Realizing that even their interests might have some play this far away, are
prevailed upon and do send a General Gylippus, who fortifies Syracuse and hopes
and brings them back to the battle in a big way.
The Athenians We are told, have their wall stymied by a counter-wall.
The actual geography of this is a little hard to figure out.
This is sort of a schematic of wall and counter-wall.
And this is the great sort of ear-shaped harbor that we were just talking about.
It's at this point. That Thucydides records for us a letter
home from Nicias. He says, the ships are rotting.
The slaves are deserting. We're losing.
And then he also says that he has an extremely painful disease of the kidneys
and asks for relief for himself. The Athenians don't accede to his request
to be brought home, but I think probably to his shock the send out a massive force
of reinforcements under the general Demosthenes.
The battles pick up around the harbor. And the Athenians suffer a defeat there.
The Athenians don't lose often at sea and they do now.
Moreover the Athenians are encamped in an awful kind of pestilential swamp and
Demostenes the general says we got to get out of here.
They're getting ready to go but there's a lunar eclipse and Nikkius who Thucydides
says is a little over addicted to beliefs of this kind, listens to the soothsayers
and waits out the 27 days of purification after an eclipse.
It's catastrophic, first The Syracusans had wanted nothing more than to drive the
Athenians out of the Great Harbor. But then after defeating them, their plan
changes. They set up a barricade of old ships,
hulks, chained together, and trap the Athenians.
So the Athenians are now trapped behind the counterwall on land Behind this
blockade at sea. There is another battle in the great
harbor and the Athenians are decisively defeated and Nikkius and Demosthenes
decide to flee overland. Thucydides account again is unsparing.
Tormented by heat and thirst, by the constant raiding from the Syracusans and
their allies on land, finally the remaining Athenians come to a small river,
the Assinarus. And if you can picture it, the river is
here. There's a height on the other side.
And the Athenians are so desperate to get to the water that they sort of trample
each other. Whereas from the height on the other side,
the Syracusans are raining down arrows and missles, and the Athenians, so tormented
by thirst, keep going to the water. As fouled as it was by mud and blood and
filth. Demosthenes and Nikkius are killed.
The remaining Atheniana are captures and put in to work in the quarries in
Syracuse. They're enslaved.
This, according to Thucydides, was the greatest Hellenic achievement of this war
or any other. At once most glorious to the victors, most
calamitous to the conquered. They were beaten at all points and all
together; all that they suffered was great.
They were destroyed as the saying goes, with the total destruction.
Their fleet, their army, everything was destroyed and few of the many returned
home. Such were the events in Sicily.
Immediately thereafter, There were, there was a flurry of revolts among the allies.
And there was political upheaval at Athens.
And we'll see what happens next in our next lecture.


Exercise directions: Search the entries below. Return every line that has "image" in it.

Records to process:

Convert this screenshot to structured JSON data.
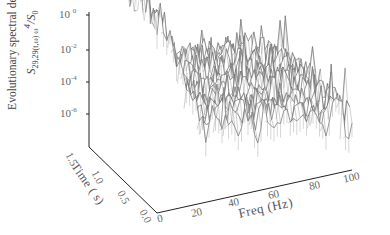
{
  "chart_data": {
    "type": "surface-3d",
    "title": "",
    "zlabel_line1": "Evolutionary spectral density",
    "zlabel_line2_main": "S",
    "zlabel_line2_sub": "29,29",
    "zlabel_line2_args": "(t,ω) ω",
    "zlabel_line2_pow": "4",
    "zlabel_line2_tail": "/S",
    "zlabel_line2_tailsub": "0",
    "zscale": "log",
    "zticks": [
      {
        "base": "10",
        "exp": "0"
      },
      {
        "base": "10",
        "exp": "-2"
      },
      {
        "base": "10",
        "exp": "-4"
      },
      {
        "base": "10",
        "exp": "-6"
      }
    ],
    "xlabel": "Freq (Hz)",
    "xticks": [
      "0",
      "20",
      "40",
      "60",
      "80",
      "100"
    ],
    "xlim": [
      0,
      100
    ],
    "ylabel": "Time ( s)",
    "yticks": [
      "0.0",
      "0.5",
      "1.0",
      "1.5"
    ],
    "ylim": [
      0,
      1.5
    ],
    "approx_profile_vs_freq": {
      "freq_hz": [
        0,
        5,
        10,
        15,
        20,
        30,
        40,
        60,
        80,
        100
      ],
      "log10_density": [
        -0.3,
        -0.8,
        -1.8,
        -2.8,
        -3.6,
        -4.0,
        -4.1,
        -4.2,
        -4.4,
        -4.8
      ]
    },
    "grid": false,
    "legend": null
  }
}
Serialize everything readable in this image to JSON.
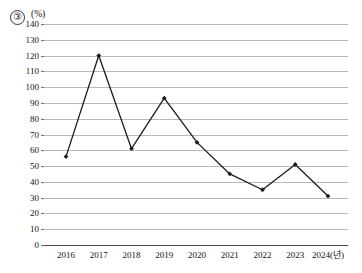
{
  "header": {
    "item_number": "③",
    "unit_label": "(%)"
  },
  "chart_data": {
    "type": "line",
    "title": "",
    "xlabel": "",
    "ylabel": "",
    "unit": "(%)",
    "x_axis_suffix": "(년)",
    "categories": [
      "2016",
      "2017",
      "2018",
      "2019",
      "2020",
      "2021",
      "2022",
      "2023",
      "2024"
    ],
    "tick_labels_x": [
      "2016",
      "2017",
      "2018",
      "2019",
      "2020",
      "2021",
      "2022",
      "2023",
      "2024(년)"
    ],
    "values": [
      56,
      120,
      61,
      93,
      65,
      45,
      35,
      51,
      31
    ],
    "ylim": [
      0,
      140
    ],
    "y_tick_step": 10,
    "tick_labels_y": [
      "0",
      "10",
      "20",
      "30",
      "40",
      "50",
      "60",
      "70",
      "80",
      "90",
      "100",
      "110",
      "120",
      "130",
      "140"
    ],
    "grid": "horizontal",
    "legend": "none",
    "marker": "diamond",
    "line_color": "#1c1c1c",
    "grid_color": "#b9b9b9",
    "axis_color": "#4a4a4a"
  }
}
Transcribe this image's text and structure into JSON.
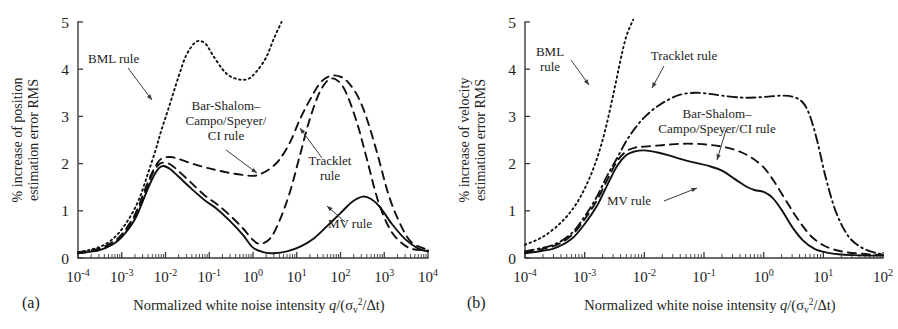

Result below:
Serialize everything readable in this image to JSON.
Transcribe this image's text and structure into JSON.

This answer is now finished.